The Navy must balance the capabilities of legacy platforms like cruisers while conducting modernization and building new capabilities, House Armed Services Committee Seapower and Projection Forces Subcommittee Ranking Member Rep. Rob Wittman (R-Va.) said Wednesday.
“There’s always going to be a struggle between maintaining legacy systems and making sure that we have what’s necessary for the future. And I would argue there has to be a number of different efforts ongoing,” Wittman said during the annual McAleese FY 2022 Defense Programs Conference.
Wittman underscored first he believes defense spending must be maintained plus 3 percent for inflation. The FY ‘21 budget was about $740 billion so he said this year the goal would be $753 billion.
“The president’s budget is under that,” he said. “I believe we need to fight to make sure we get it to that level because if not, in some place you’re going to need to take out resources, that is absolutely unacceptable, we have to stay on that path.”
However, Wittman said the services also need to look hard at saving money.
He said the Navy and other services have gone through a scrubbing of their budget “to find places where there is duplication, trying to find areas where things are being done and asking the question do we really need to continue to do those things. All the service branches are going to have to find savings within their own budgets to take those dollars and plow them back into modernization. That’s the way you’re going to be able to move the curve to the left.”
However, Wittman argued the services “need to go top to bottom and be really, really self-reflective on that and be self-critical and say…are these things that we absolutely have to do? And then take those dollars and plow them back into the things that we see we need to happen.”
Wittman also expressed a skeptical note on the Navy’s 2020 plans to retire assets like the older Ticonderoga-class cruisers and dock landing ships (LSDs).
“As the Navy’s looking at reducing force structure – they’re looking at some things that I think we ought to question…if you reduce the number of cruisers that they propose, we’re going to lose 1,200 missile tubes. The question is how does that get replaced? And if you’re going to completely remove them…well we’re going to wait four, five years until we get the capacity back. That’s not acceptable.”
Wittman also said if the LSD numbers are reduced as planned all at once, “we lose 25 percent of our forcible entry capabilities. Unacceptable.”
He said the Navy should transition away from those capabilities “the right way.” This means as cruisers and their missile tubes are retired, “How are we going to replace them? How are we not going to have a slope that goes loss of capability, flat spot, and then increasing capability?”
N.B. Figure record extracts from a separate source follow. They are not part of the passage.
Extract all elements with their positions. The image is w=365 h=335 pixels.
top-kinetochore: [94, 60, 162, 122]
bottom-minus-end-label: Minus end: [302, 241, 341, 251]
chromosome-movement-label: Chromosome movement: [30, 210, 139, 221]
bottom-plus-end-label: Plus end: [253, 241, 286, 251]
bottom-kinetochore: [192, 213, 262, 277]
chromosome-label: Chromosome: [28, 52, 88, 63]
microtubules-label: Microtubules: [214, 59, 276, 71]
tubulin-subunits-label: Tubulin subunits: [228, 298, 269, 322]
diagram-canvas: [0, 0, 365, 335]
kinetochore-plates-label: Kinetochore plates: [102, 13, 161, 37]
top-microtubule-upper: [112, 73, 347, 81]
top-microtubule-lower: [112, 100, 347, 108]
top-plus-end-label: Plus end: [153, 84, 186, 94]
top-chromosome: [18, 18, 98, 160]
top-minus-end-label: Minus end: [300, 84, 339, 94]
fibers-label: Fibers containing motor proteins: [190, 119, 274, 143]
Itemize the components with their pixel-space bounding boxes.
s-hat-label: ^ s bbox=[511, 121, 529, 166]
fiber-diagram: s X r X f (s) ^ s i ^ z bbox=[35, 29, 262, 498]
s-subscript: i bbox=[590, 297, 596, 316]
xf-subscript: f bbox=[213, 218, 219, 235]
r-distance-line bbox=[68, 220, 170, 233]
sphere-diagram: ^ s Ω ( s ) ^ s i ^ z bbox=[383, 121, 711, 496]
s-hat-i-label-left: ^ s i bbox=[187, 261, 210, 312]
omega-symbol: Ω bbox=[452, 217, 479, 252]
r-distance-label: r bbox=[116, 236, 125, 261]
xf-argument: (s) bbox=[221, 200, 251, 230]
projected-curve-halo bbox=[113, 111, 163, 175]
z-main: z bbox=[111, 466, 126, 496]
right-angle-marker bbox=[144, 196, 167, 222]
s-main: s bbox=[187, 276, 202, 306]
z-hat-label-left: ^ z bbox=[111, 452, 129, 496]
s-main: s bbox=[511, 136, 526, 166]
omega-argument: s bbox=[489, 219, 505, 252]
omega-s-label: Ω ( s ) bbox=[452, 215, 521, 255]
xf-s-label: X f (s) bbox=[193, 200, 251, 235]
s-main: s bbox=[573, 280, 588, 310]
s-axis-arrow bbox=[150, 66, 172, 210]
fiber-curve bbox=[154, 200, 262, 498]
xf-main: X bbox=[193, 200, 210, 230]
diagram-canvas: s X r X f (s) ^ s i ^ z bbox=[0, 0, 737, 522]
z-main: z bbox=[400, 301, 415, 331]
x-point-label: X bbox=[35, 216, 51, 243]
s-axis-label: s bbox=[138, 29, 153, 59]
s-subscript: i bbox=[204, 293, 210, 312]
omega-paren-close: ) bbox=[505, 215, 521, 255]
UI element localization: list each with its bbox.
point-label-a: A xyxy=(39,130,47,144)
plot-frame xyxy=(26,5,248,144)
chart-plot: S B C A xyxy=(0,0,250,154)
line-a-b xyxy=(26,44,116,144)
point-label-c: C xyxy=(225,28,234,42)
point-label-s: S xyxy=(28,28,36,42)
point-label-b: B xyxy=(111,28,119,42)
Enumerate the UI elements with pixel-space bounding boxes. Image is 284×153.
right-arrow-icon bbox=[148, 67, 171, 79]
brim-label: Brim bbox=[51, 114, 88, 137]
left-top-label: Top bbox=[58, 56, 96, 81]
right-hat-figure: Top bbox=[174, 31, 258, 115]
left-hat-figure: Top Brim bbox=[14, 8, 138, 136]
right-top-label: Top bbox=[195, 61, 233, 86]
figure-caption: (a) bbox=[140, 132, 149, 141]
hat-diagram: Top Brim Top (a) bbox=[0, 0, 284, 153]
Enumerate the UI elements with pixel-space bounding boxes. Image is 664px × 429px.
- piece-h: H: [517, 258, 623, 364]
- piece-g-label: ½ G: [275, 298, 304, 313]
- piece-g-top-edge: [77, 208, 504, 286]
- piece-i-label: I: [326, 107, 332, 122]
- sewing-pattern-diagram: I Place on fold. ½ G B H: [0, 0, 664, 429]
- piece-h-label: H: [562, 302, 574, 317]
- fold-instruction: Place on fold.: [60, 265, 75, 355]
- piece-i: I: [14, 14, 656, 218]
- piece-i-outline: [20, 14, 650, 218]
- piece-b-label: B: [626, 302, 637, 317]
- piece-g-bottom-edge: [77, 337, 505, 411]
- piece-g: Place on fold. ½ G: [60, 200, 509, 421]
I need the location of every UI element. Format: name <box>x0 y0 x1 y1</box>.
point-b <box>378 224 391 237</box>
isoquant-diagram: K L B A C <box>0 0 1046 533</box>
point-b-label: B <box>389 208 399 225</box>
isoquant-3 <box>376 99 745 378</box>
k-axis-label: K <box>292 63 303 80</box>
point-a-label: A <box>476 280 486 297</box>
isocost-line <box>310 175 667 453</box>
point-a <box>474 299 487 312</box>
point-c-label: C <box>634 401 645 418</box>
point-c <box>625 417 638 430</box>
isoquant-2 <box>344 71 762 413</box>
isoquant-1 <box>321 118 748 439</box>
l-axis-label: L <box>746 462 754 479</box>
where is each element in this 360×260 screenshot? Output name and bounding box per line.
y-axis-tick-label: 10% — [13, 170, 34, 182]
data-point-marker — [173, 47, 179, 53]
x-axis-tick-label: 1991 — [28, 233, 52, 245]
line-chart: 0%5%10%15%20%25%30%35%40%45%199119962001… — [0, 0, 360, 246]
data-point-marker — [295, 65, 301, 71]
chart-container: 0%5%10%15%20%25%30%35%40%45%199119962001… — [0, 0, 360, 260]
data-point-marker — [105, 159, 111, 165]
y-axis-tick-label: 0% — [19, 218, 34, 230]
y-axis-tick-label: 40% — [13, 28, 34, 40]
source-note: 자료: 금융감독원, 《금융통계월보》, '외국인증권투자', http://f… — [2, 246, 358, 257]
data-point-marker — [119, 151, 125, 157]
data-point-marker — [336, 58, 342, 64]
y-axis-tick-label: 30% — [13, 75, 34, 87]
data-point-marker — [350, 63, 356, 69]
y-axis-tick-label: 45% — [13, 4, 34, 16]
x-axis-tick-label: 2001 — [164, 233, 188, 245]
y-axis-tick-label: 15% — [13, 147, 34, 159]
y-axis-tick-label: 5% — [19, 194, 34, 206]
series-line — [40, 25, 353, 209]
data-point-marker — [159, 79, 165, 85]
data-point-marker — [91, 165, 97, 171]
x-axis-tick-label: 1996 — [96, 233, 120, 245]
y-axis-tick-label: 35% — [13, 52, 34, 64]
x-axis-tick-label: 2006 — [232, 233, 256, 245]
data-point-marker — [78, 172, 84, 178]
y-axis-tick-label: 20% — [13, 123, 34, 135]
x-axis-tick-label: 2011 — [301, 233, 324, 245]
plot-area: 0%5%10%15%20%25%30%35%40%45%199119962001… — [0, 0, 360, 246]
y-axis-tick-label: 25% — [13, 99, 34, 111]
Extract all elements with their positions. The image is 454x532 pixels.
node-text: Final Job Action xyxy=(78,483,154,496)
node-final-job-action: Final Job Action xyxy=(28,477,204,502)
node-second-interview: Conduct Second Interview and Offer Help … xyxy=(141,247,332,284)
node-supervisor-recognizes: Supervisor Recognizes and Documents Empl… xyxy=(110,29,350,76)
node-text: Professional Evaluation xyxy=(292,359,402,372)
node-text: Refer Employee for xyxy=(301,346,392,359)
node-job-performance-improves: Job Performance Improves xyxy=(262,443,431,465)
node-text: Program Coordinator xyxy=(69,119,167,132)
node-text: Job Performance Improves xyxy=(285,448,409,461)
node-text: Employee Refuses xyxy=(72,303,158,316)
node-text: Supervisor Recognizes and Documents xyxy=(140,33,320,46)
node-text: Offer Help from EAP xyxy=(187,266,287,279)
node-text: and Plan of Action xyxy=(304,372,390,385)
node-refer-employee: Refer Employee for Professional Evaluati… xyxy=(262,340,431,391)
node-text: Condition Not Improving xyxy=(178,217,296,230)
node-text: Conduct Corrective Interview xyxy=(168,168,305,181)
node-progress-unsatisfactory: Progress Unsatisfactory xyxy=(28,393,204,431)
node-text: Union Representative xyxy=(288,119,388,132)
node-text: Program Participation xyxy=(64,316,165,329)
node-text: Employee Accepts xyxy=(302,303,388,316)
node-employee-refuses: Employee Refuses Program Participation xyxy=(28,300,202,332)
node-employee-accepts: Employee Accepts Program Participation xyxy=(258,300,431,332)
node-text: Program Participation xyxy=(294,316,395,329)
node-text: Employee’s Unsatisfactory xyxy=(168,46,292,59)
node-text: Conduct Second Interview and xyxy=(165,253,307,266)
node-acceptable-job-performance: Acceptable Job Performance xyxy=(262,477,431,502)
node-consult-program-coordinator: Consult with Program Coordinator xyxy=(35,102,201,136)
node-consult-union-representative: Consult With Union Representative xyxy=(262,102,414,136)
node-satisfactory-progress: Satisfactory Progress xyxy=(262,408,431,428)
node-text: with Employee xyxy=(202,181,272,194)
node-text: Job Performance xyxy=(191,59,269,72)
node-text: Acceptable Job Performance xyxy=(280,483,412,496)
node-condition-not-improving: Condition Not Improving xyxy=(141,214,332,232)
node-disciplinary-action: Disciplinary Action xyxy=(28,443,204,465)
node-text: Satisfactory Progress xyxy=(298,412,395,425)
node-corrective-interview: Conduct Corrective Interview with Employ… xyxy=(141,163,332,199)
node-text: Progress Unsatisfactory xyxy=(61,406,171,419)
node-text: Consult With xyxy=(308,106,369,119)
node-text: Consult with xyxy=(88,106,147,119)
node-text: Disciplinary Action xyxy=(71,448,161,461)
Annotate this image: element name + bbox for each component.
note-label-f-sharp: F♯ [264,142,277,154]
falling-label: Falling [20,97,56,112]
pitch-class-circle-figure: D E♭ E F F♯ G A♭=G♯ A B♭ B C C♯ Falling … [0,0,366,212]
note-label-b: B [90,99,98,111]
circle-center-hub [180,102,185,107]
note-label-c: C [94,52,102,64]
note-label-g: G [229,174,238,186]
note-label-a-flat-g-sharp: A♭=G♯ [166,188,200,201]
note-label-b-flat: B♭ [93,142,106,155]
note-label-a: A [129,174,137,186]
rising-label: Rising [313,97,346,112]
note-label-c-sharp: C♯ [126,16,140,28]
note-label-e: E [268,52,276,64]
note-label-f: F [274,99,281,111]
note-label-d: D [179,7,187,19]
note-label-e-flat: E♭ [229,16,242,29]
Wittman said in that kind of situation, U.S. adversaries will see the flat lower capability as an opportunity to overtake U.S. capabilities.
“Instead what we have to say is, “here’s the transition…as we retire older systems and bring into place newer systems, how do we make sure that those lines converge very, very quickly. That’s going to be key.”
Wittman admitted these are difficult decisions and there will have to be “some heart-to-heart discussion” in Congress about how to properly balance funding while the Pentagon will require tough decisions on how to balance current and future risk.
Wittman’s position on cruisers matches statements made by Vice Chair of the House Armed Services Committee (HASC) Rep. Elaine Luria (D-Va.) in March. Luria said she felt the Navy’s Battle Force 2045 plan did not adequately explain how it decided on the number of each ship type in the force and was particularly skeptical of plans to retire ships like the cruisers (Defense Daily, March 16).
However, last month Chief of Naval Operation Adm. Mike Gilday said while he wants a robust public debate about the future fleet, he argued against maintaining the cruisers for their Vertical Launch System (VLS) missile cells (Defense Daily, April 5).
Gilday said they need to discuss “does it make more sense to hang on with the cruisers that are well past their 30-year service life, continue to pour millions of dollars into upkeeping those vessels at the expense of what the White House has directed that we divest of legacy and invest in new platforms.”
“We should have that debate over whether we should put that next dollar into a 33-year old cruiser or whether we should invest in the Flight III DDGs that we’re building down in Pascagoula, Miss. We ought to have that debate,” Gilday continued.
Gilday argued they cannot just count VLS tubes and be “satisfying ourselves that that’s a sole metric we’re going to look at.”